Pathology.— The pathology of liver abscess has been a fruitful source of speculation and controversy. Much confusion has crept into the question from attempts to separate, etiologically and pathologically, multiple from single liver abscess. The former is often called " pyæmic abscess" or "dysenteric abscess," and has been set down as being the peculiar sequel of dysentery; the latter has been called and considered the " tropical abscess " par excellence, and regarded as idiopathic and entirely unconnected with dysentery.
As already pointed out, a careful examination of cases and statistics shows that both forms of abscess, single and multiple alike, are, in the vast majority of instances, clearly associated with dysentery. In their respective clinical histories, in their symptoms, in the characters of their walls and contents, in the frequent presence of amoebae, single and multiple abscesses are practically identical. The only difference between them is a numerical one— a circumstance quite inadequate to base a doctrine of specific distinction upon.

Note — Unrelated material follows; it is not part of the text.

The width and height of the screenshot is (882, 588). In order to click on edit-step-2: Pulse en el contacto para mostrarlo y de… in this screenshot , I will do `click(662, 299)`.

The view which I incline to hold on this subject has already been partly given in the section on etiology. There are two factors which are principally concerned in the production of liver abscess: (1) the predisposing— weakening of the resistive faculty of the liver by chronic congestion or tissue degeneration, and, perhaps, other subtle changes brought about by a combination of climatic, dietetic, and other tropical conditions; (2) the exciting— some micro-organism, streptococcus, staphylococcus, Bacterium coli commune, or other parasite, but especially the amœba, which, coming from the ulcerated dysenteric colon, or by way of the portal circulation (Marshall has demonstrated amoebae in a thrombus in a branch of the portal vein), gains access to the liver and proliferates in the weakened tissues. In at least 90 per cent, of cases the micro-organism is associated with or derived from dysenteric processes in the colon. Whether the resulting abscess be single or multiple is more or less a matter of accident.